Some spots don’t need contro-versy to make an impact. One such ad is an Orchard Supply Hardware (OSH) store spot titled "Cannonball" that Aldrich directed out of Ogilvy & Mather, Chicago. It opens as two young boys play Marco Polo in an above-ground swimming pool in a backyard. Their game is interrupted when a massive man, who must weigh close to 500 pounds, appears at the edge of the pool and jumps in, causing a tremendous water splash and splintering the pool itself. As the water drains away from the wreckage, we hear the car alarms that were set off by the blast and see the stunned man and boys.
"That explosion had to be perfect because we had only one shot to do it in," recalls Aldrich. "We first tested it by having a half-size pool built and creating an explosion in the parking lot of the effects house. We put a charge in the side of the pool and, when it detonated, all the car alarms in the lot went off, so we added that to the final spot."
The OSH ad came off without a hitch, but Aldrich is well aware that things can—and do—go wrong. One unanticipated situation confronted the director as he prepared to shoot the Time Warner Cable spot "Cabbies," out of Mad Dogs & Englishmen, New York, on location in the streets of New York. He had staged a traffic jam comprising 40 cabs on Broadway in the Wall Street district. The spot called for the taxis to come to a halt in order to allow a pedestrian to walk across the street, as the cabdrivers cheerily wave him on.

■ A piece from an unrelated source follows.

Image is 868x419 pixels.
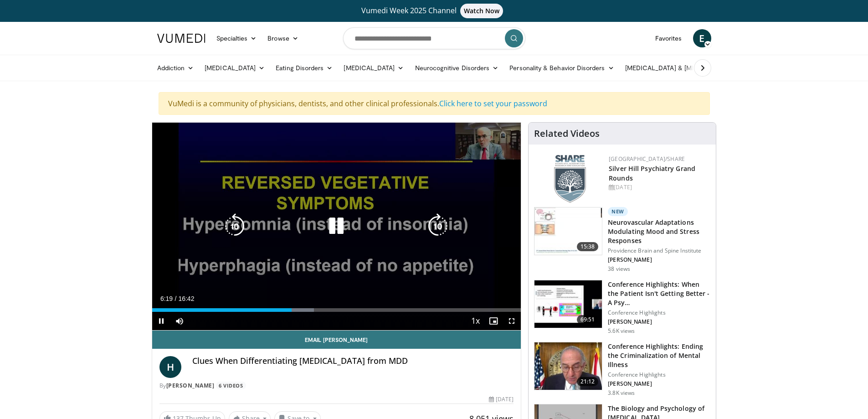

One problem: The actor didn’t show up. "I needed a Rastafarian in the Wall Street district on a Saturday afternoon," says Aldrich. "I called everyone and then, all of sudden, a guy walks by and he’s perfect. We cast him just like that, and we’d lost just a half an hour."
Aldrich describes himself as a very collaborative director, and particularly likes the part of the process in which he deals with the agency. "I’ve been there in their shoes and I can relate," he points out. "I try to get involved very early on. I really start right in on the job whether I have the job or not. It’s my job to take an idea and make it work filmically, and because of my background, people are generally receptive."
Aldrich loves what he does and claims to have no aspirations toward directing a feature. "I’m not looking at commercial directing as a steppingstone," he says. "I’m an ad guy that became a director and I’m very comfortable with that. I also like going home at night. Maybe there will be a time when [features] happen, but I’m having too much fun doing what I’m doing."